US News

Question that must be asked

Newtown, Conn. — In the painful months since the Sandy Hook schoolhouse massacre, parents in this grieving town have found themselves asking each other a common but awkward question when they drop off their kids for play dates and sleepovers.

“Do you have a gun in the house?”

“When you go to someone’s home, you know if they have a dog or smoke,” said Helen Brickfield, the mother of two Newtown teenagers. “That’s obvious. But you would not know if they had guns and if the guns were safely stored.”

Brickfield admits that some of the other parents were offended when she first started asking the question.

But with news surfacing yesterday that gunman Adam Lanza and his law-abiding mother had enough weapons in their well-manicured house to arm a small brigade, the question doesn’t seem so unreasonable.

A neighbor who lives a few doors away from the Lanza house said her son used to play in the home as a child with Adam’s older brother. This parent said she was mortified to learn that Nancy Lanza had more guns in her home than pots and pans.

“Here she was, in my mind, a responsible citizen,” the neighbor said.

“A law-abiding citizen thinks she’s doing the right thing by buying these weapons and using them to bond with her son.

“She was horribly, horribly mistaken.”

Parent Darren Wagner said he didn’t like having to ask the question, but in the wake of the shooting, that’s the new price of being a responsible father.

”I’m not trying to pass judgment,” said Wagner, who has two teenage sons.

No one yet has told him yes.

“But they’re surprised. You can see the wheels spinning in their heads. ‘Maybe I should be asking the same thing.’ I hope it catches on.”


* Task statement: Some lines in the material below hold the word "structured". Copy all of them.

* Excerpted data:

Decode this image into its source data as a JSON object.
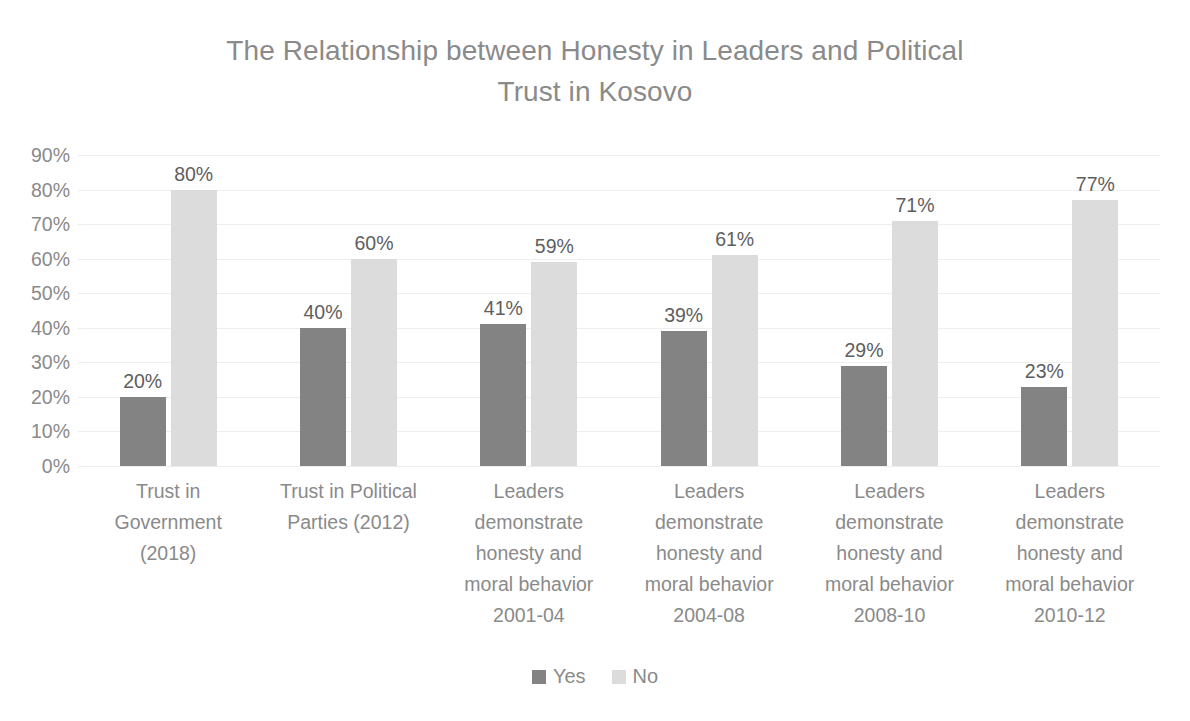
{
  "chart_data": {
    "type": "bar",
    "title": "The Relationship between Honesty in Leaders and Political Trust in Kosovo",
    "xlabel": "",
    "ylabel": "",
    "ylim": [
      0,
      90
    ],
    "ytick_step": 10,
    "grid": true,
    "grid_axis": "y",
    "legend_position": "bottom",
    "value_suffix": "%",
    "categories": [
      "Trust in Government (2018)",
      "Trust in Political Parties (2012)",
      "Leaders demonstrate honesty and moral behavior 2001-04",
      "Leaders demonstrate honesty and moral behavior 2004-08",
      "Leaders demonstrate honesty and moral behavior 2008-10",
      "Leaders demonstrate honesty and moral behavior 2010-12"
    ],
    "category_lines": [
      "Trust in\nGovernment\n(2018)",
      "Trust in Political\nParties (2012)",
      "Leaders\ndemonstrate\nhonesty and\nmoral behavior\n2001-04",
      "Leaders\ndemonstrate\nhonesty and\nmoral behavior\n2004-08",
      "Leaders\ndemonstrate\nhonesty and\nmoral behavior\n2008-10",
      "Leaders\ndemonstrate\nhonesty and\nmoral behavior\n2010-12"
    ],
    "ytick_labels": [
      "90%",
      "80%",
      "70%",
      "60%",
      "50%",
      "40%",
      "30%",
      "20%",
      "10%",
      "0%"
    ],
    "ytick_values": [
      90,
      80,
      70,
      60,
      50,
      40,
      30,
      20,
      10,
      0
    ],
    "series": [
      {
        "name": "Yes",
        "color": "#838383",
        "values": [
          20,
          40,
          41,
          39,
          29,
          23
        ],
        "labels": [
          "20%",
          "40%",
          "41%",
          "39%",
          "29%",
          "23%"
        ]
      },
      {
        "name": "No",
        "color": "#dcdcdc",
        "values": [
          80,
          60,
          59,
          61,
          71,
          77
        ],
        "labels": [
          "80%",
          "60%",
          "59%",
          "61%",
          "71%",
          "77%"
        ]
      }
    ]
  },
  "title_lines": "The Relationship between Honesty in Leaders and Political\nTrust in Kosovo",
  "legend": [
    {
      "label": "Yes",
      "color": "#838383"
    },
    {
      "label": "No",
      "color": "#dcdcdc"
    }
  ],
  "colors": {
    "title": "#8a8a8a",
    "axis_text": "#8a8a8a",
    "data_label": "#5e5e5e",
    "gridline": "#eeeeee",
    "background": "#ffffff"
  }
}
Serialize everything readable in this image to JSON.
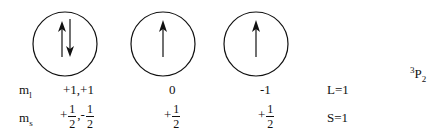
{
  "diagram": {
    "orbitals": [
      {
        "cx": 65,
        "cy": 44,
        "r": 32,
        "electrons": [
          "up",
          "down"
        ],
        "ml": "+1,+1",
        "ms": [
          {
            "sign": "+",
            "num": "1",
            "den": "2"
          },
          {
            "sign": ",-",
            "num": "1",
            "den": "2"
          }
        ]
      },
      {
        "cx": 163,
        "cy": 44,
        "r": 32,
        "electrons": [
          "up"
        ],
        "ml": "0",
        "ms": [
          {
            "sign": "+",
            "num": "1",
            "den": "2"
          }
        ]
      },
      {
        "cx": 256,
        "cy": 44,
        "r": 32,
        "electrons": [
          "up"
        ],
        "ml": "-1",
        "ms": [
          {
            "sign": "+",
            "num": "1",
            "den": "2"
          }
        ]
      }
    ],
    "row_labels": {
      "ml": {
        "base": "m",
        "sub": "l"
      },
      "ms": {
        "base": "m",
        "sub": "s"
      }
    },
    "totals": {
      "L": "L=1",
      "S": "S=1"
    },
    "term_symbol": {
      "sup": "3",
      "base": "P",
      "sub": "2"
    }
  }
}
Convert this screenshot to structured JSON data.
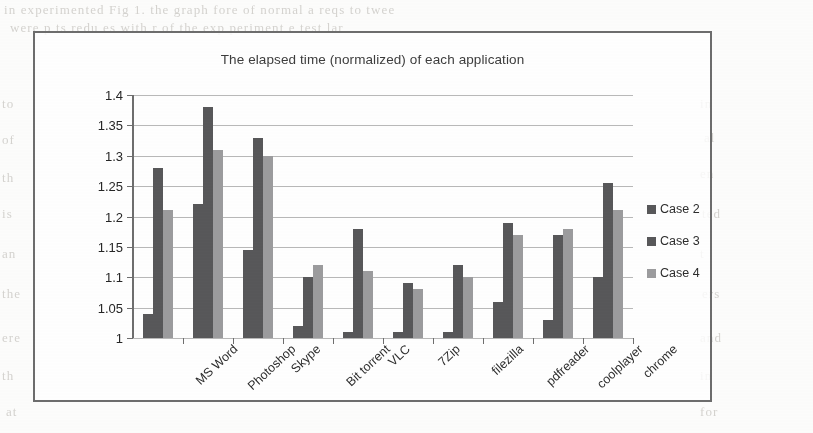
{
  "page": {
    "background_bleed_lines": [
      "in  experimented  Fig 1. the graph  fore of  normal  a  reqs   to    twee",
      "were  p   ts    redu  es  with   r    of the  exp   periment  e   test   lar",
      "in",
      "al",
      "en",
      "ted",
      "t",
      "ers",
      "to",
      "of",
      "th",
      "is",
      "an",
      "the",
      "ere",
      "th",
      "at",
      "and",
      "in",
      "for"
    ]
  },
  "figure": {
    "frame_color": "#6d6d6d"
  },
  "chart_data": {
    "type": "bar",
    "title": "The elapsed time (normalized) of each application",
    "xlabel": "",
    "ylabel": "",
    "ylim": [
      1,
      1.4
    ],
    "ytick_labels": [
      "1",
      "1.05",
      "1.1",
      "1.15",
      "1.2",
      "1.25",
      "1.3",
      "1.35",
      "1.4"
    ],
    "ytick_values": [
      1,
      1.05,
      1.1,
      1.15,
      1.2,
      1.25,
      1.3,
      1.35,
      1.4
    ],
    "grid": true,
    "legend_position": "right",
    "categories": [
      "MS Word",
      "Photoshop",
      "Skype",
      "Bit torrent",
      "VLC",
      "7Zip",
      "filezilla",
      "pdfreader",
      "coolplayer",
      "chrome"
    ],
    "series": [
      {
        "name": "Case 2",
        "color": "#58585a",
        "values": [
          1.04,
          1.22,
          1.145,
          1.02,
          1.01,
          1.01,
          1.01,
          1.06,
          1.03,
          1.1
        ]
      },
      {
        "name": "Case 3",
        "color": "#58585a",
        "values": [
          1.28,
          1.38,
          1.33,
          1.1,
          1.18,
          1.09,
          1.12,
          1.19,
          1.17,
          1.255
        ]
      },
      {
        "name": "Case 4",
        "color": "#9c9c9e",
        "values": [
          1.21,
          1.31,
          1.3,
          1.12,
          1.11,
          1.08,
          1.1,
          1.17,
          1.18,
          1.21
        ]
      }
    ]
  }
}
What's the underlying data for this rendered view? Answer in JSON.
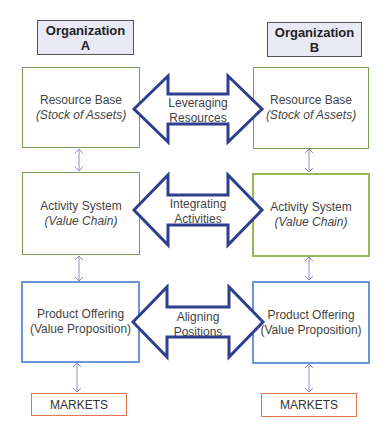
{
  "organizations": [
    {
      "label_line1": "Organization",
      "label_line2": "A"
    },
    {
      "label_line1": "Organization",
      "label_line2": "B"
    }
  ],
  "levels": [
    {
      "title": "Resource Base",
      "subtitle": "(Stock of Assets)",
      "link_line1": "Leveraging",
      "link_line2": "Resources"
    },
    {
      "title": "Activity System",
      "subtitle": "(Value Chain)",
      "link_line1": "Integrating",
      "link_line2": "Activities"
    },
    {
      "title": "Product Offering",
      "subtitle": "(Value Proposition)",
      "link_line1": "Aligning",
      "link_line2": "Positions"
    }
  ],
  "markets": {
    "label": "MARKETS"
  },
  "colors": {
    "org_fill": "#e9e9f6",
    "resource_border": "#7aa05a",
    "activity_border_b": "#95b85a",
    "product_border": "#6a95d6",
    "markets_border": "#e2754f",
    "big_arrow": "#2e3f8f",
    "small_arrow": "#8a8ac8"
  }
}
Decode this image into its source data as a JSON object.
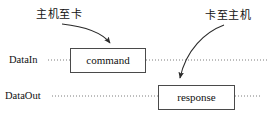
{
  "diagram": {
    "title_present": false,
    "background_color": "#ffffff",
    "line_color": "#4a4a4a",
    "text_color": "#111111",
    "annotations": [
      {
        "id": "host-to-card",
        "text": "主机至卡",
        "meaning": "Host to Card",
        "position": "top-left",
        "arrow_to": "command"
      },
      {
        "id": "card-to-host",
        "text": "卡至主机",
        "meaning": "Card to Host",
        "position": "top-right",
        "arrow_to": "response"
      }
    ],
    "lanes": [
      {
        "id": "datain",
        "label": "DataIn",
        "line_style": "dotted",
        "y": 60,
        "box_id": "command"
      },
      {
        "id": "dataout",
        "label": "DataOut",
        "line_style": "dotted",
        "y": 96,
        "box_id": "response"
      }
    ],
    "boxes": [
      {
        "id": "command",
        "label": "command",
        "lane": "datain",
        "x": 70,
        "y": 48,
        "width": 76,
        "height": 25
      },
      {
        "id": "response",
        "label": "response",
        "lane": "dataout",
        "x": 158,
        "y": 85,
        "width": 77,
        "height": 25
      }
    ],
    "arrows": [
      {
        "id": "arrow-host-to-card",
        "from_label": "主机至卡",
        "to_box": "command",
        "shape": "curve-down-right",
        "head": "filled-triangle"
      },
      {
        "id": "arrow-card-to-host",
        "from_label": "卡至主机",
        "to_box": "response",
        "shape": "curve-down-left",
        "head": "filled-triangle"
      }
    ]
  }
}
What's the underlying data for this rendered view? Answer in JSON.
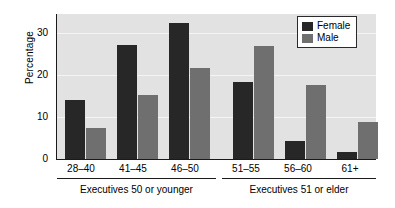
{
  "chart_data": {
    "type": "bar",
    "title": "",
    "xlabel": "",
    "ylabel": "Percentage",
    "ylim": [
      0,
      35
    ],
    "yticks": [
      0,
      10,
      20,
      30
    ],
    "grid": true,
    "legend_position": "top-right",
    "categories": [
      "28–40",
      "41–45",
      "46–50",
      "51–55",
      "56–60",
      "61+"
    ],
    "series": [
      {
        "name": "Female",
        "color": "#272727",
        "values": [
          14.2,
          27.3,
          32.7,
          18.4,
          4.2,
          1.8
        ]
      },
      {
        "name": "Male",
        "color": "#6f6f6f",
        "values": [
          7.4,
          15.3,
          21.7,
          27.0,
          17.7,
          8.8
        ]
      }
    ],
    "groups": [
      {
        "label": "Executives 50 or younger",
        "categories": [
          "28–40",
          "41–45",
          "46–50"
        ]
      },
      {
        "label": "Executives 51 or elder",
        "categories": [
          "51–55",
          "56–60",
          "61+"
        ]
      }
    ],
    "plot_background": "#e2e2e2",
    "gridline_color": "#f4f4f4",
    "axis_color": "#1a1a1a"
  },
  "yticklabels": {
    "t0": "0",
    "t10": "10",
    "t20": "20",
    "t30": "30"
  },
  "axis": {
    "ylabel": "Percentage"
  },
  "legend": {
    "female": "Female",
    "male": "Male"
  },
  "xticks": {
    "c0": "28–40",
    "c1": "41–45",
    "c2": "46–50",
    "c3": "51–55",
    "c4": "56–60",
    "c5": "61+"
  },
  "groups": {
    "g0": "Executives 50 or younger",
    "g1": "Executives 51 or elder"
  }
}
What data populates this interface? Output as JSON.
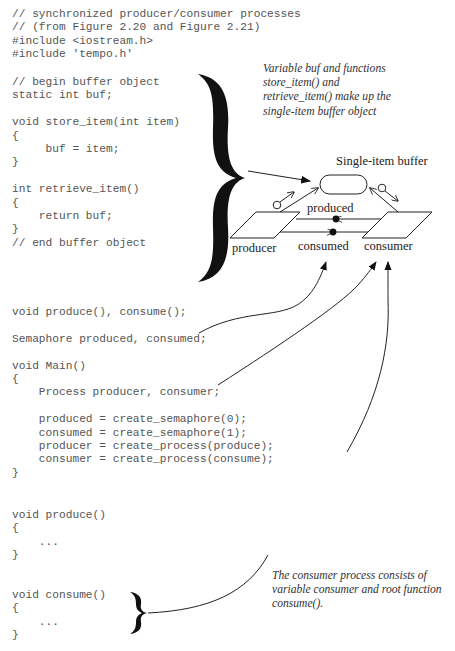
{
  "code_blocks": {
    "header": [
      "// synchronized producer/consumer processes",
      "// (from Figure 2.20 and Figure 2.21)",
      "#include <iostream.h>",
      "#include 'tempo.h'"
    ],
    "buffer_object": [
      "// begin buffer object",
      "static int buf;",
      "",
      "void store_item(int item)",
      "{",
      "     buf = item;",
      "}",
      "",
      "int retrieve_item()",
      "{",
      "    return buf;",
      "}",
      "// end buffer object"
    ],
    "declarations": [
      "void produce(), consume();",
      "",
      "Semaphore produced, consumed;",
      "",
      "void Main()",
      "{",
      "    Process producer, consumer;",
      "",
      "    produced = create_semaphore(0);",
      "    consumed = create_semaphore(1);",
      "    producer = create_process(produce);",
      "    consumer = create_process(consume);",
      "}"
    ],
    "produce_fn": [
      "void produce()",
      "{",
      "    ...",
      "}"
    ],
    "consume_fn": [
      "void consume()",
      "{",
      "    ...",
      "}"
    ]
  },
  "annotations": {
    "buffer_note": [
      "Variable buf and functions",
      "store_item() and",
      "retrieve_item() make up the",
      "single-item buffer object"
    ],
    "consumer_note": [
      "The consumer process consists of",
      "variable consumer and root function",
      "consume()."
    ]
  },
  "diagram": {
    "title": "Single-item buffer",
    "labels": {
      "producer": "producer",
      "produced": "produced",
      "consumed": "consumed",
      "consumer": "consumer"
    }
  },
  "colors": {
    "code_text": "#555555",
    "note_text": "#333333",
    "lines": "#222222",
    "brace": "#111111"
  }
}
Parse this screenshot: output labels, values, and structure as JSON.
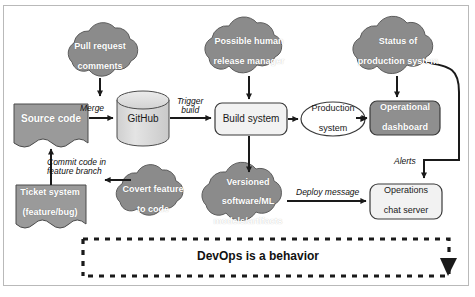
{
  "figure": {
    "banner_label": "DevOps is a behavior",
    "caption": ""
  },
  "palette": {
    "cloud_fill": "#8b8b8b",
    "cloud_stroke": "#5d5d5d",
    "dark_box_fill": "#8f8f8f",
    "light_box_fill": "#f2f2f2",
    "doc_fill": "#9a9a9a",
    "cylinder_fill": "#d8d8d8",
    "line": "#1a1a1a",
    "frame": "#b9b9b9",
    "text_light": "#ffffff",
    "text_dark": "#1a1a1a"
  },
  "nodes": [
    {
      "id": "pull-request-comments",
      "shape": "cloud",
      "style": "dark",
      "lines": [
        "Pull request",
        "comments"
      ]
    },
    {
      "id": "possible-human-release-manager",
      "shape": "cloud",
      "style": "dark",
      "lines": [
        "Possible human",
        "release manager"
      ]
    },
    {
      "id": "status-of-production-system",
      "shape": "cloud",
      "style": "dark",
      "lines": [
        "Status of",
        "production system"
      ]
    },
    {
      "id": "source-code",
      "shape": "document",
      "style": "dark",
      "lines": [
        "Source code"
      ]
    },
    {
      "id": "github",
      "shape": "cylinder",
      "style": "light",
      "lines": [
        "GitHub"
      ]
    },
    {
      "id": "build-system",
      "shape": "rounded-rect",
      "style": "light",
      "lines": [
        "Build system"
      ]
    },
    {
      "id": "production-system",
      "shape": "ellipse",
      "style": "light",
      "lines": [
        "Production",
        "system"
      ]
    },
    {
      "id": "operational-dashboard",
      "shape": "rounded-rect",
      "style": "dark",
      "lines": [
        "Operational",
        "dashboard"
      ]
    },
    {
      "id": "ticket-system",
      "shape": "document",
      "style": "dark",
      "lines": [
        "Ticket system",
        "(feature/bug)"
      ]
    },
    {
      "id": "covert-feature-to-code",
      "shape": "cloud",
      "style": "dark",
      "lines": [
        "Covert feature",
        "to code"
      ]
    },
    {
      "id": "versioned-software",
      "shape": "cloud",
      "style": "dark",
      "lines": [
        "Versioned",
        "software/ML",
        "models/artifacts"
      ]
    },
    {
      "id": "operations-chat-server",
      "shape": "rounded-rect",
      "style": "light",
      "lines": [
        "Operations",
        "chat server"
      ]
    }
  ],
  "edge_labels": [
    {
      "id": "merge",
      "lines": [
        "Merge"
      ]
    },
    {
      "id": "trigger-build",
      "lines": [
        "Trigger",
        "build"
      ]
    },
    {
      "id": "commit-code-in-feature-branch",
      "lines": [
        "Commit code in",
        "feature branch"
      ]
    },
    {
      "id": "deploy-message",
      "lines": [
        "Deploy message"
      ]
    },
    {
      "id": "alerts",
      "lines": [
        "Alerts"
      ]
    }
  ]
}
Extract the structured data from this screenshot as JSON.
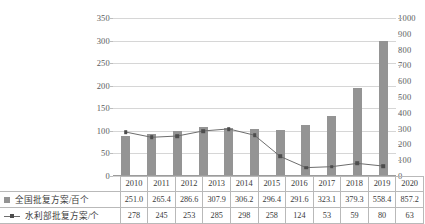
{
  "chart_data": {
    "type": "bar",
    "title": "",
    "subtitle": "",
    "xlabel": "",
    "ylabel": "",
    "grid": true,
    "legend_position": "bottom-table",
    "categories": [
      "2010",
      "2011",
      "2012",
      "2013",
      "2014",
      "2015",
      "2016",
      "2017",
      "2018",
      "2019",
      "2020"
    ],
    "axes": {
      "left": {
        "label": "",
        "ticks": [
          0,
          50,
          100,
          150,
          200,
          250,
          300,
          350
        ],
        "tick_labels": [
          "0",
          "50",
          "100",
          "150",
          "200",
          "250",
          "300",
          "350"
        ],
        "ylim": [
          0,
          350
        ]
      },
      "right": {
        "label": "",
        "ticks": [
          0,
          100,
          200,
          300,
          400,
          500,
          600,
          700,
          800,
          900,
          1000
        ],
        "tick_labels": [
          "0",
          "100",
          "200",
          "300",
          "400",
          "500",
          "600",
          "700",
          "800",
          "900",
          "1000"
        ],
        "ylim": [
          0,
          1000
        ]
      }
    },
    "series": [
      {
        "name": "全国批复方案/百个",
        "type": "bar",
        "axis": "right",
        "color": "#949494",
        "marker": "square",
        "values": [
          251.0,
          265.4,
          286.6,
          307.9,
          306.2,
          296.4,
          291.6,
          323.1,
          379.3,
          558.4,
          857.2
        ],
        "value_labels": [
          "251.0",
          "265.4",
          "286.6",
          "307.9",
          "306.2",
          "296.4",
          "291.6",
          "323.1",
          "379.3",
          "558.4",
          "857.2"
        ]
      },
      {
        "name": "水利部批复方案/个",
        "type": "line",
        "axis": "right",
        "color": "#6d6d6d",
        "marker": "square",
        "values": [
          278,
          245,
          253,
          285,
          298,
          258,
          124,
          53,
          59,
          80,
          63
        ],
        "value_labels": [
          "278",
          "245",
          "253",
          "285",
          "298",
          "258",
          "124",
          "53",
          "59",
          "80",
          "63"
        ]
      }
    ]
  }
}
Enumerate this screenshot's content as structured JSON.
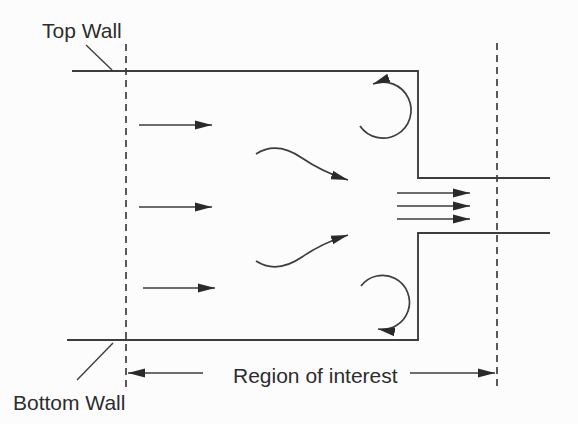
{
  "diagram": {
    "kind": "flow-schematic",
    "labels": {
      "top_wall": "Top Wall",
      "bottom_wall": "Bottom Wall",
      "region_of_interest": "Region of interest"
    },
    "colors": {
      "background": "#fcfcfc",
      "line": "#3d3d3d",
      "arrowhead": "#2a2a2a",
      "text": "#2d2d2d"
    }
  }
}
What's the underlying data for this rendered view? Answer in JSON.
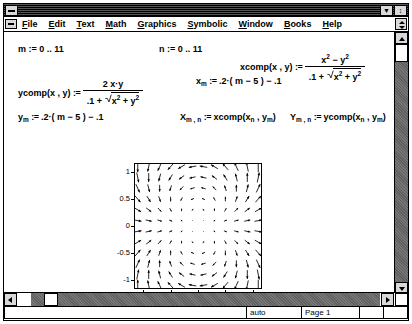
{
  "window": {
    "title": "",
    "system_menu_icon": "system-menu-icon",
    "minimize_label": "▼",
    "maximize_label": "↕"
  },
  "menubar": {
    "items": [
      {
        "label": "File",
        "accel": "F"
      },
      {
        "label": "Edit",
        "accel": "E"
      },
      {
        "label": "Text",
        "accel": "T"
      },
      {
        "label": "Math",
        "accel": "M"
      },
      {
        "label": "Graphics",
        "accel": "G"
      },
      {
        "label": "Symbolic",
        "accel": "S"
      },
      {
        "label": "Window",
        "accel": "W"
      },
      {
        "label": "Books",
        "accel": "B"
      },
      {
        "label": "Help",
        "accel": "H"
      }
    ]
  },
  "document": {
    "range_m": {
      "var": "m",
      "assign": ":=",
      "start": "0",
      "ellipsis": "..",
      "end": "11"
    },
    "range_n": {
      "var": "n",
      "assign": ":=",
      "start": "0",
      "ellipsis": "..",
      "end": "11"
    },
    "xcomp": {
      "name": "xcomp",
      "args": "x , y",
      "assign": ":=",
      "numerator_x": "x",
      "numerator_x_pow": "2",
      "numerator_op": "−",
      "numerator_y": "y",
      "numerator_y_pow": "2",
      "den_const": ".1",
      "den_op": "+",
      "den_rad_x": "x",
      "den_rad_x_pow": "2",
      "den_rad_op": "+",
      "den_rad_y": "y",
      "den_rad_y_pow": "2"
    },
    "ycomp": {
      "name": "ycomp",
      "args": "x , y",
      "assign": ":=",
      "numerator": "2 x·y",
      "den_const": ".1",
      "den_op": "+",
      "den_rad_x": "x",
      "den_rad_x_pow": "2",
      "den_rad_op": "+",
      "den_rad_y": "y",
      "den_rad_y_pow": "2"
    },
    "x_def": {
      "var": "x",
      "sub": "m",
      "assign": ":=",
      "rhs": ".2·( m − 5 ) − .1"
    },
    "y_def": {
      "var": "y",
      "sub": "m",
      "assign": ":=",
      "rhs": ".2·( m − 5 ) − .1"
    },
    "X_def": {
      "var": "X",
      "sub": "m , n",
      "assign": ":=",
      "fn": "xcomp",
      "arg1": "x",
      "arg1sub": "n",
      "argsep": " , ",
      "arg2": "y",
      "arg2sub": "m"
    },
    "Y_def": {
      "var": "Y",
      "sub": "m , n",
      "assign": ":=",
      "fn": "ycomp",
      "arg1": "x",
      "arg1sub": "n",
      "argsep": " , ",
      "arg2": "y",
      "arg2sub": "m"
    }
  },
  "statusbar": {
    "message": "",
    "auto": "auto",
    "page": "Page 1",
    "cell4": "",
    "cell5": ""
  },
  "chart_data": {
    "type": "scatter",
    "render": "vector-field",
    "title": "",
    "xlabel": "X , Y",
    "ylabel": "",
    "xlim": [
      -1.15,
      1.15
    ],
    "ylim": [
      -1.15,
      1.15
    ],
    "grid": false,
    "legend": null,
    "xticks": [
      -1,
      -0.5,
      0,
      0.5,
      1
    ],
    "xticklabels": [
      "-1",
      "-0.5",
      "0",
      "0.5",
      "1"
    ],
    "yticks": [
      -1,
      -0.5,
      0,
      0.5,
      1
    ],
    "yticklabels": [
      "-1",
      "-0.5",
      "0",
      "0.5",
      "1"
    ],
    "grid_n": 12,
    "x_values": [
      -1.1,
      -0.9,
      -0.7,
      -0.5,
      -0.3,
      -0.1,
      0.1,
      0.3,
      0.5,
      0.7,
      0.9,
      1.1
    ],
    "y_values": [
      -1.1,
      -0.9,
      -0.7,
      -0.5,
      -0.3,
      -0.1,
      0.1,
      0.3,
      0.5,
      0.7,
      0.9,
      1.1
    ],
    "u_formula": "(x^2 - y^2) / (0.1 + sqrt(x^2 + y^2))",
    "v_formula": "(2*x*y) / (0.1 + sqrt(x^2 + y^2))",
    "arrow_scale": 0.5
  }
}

* Task solution:
Convert this screenshot to structured JSON data.
Extract the structured data from this screenshot as JSON.
Enumerate this screenshot's content as structured JSON.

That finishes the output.